EIA must act quickly to realize the necessary spending reductions during the present fiscal year, which is already more than half over, it said. The changes in products and services identified below reflect initial steps to reduce the cost of EIA's program. Additional actions are being evaluated and may result in further adjustments to EIA's data and analysis activities in the near future.

Initial adjustments to EIA's data, analysis, and forecasting programs include the following:

Oil and natural gas information

  • Do not prepare or publish 2011 edition of the annual data release on US proved oil and natural gas reserves.
  • Curtail efforts to understand linkages between physical energy markets and financial trading.
  • Suspend analysis and reporting on the market impacts of planned refinery outages.
  • Curtail collection and dissemination of monthly state-level data on wholesale petroleum product prices, including gasoline, diesel, heating oil, propane, residual fuel oil, and kerosene. Also, terminate the preparation and publication of the annual petroleum marketing data report and the fuel oil and kerosene sales report.
  • Suspend auditing of data submitted by major oil and natural gas companies and reporting on their 2010 financial performance through EIA's Financial Reporting System.
  • Reduce collection of data from natural gas marketing companies.
  • Cancel the planned increase in resources to be applied to petroleum data quality issues.
  • Reduce data collection from smaller entities across a range of EIA oil and natural gas surveys.

Electricity, renewables, and coal information

  • Reduce data on electricity exports and imports.
  • Terminate annual data collection and report on geothermal space heating (heat pump) systems.
  • Terminate annual data collection and report on solar thermal systems.
  • Reduce data collection from smaller entities across a range of EIA electricity and coal surveys.

Consumption, efficiency, and international energy information

  • Suspend work on EIA's 2011 Commercial Buildings Energy Consumption Survey (CBECS), the Nation's only source of statistical data for energy consumption and related characteristics of commercial buildings.
  • Terminate updates to EIA's International Energy Statistics.

Energy analysis capacity

  • Halt preparation of the 2012 edition of EIA's International Energy Outlook.
  • Suspend further upgrades to the National Energy Modeling System (NEMS). NEMS is the country's preeminent tool for developing projections of U.S. energy production, consumption, prices, and technologies and its results are widely used by policymakers, industry, and others in making energy-related decisions.

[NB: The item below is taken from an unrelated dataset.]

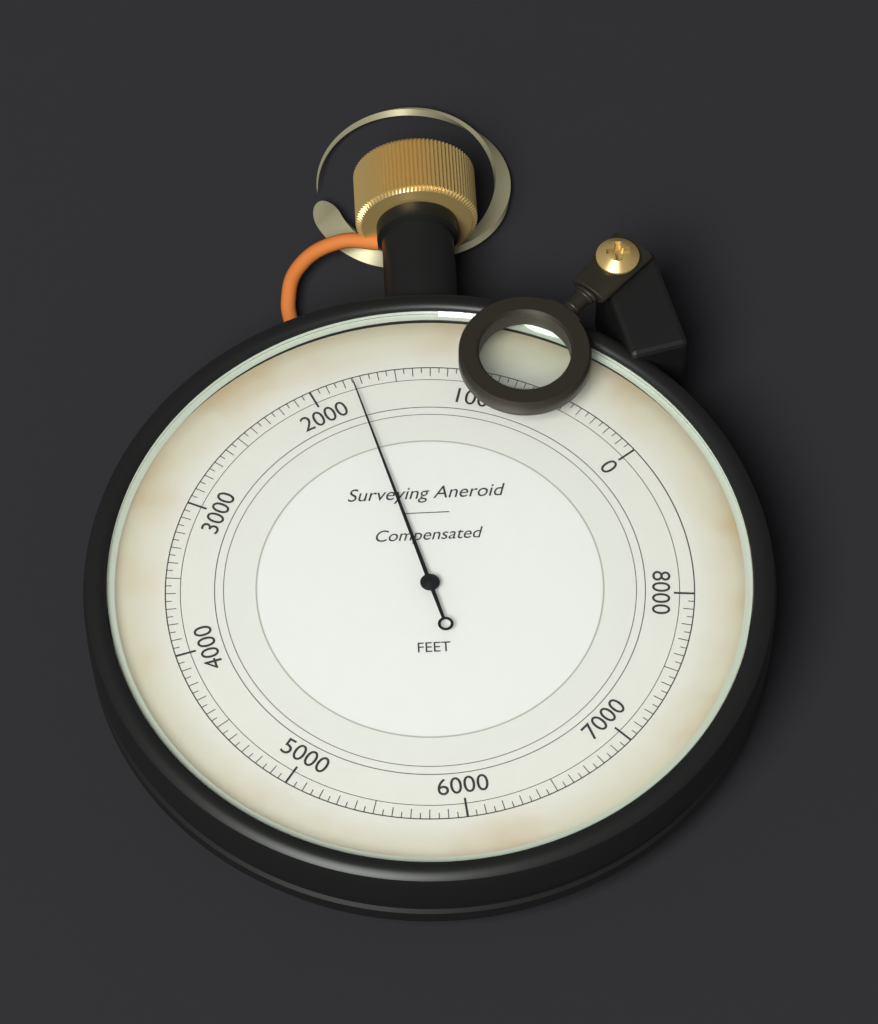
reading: 1750 ft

A multiyear project to replace aging NEMS components will be halted.
  • Eliminate annual published inventory of Emissions of Greenhouse Gases in the United States.
  • Limit responses to requests from policymakers for special analyses.

In addition to these program changes, EIA said it will cut live telephone support at its customer contact center.

The changes outlined above and the additional actions that may be required to align EIA's program with its FY 2011 funding level could be painful for both users of EIA energy information and EIA's dedicated federal and contractor staff, the department said.

The EIA said it will work with stakeholders to minimize the disruption associated with the changes identified above and will issue specific guidance to affected survey respondents soon.

The department said it remains committed to maintaining the bulk of its comprehensive energy information program and strengthening it where possible, consistent with the available level of resources.